Justice Henry A. Lyons: First Jew to Serve on the California Supreme Court

Justice Henry A. Lyons

Chief Justice Henry A Lyons WS 8/1199

Chief Justice Henry A. Lyons, #WS 8/1199

Values Codes  I – H  – E – L

 

Henry A. Lyons was born in Philadelphia in 1809.

His parents were French Jews who mi­grated to America and settled in that city.

In the 1830’s, Lyons moved to Louisiana, where he became a member of the bar at St. Francisville.

 

California Supreme Court

The Gold Rush attracted Lyons to Califor­nia, and, in 1849, he ran in Sonora, Tuolumne County, for the first California Legislature, but was de­feated.

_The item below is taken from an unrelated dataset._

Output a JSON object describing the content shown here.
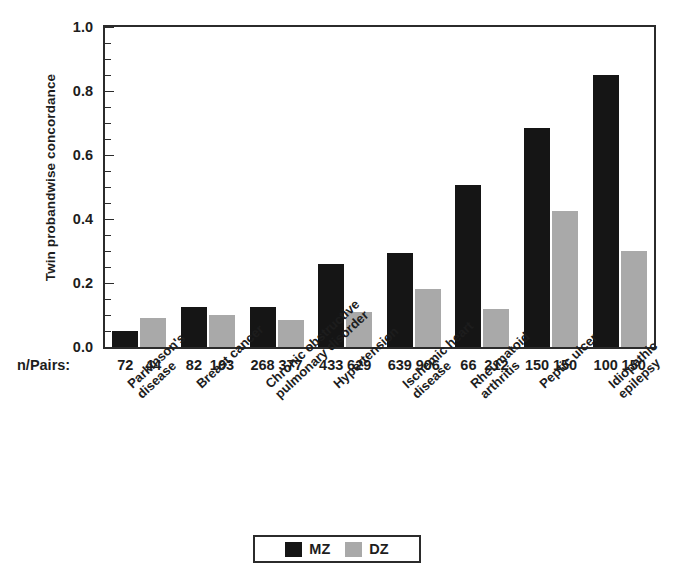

The new California Constitu­tion created a three-man Supreme Court.

Henry Lyons, already well known as an experienced lawyer, was selected by the Legislature for a four-year term on the first Court.

He received the second highest vote.

When Chief Justice S. C. Hastings‘ two-year term expired in 1852, Henry Lyons became Chief Justice.

Chief Justice Justice Henry Lyons only served three months before resigning because the salary was too small to support his family.

Justice Lyons lived in a fine Victorian home on Rincon Hill, then a fashion­able San Francisco neighborhood.

Lyons was said to have been: “aristocratic in demeanor and an associate of cultured people.”

He was an ardent Southern sympa­thizer during the Civil War.

Lyons left an estate of about a half-million dollars when he died in 1872, an enormous amount for that period.

Justice Henry A. Lyons remains are interred at Cypress Lawn Cemetery.

Source

  • Norton B. Stern, “Justice Henry A. Lyons: First Jew to Serve on the California Supreme Court, San Francisco, California, 1809-1872,” Western States Jewish History 41/1.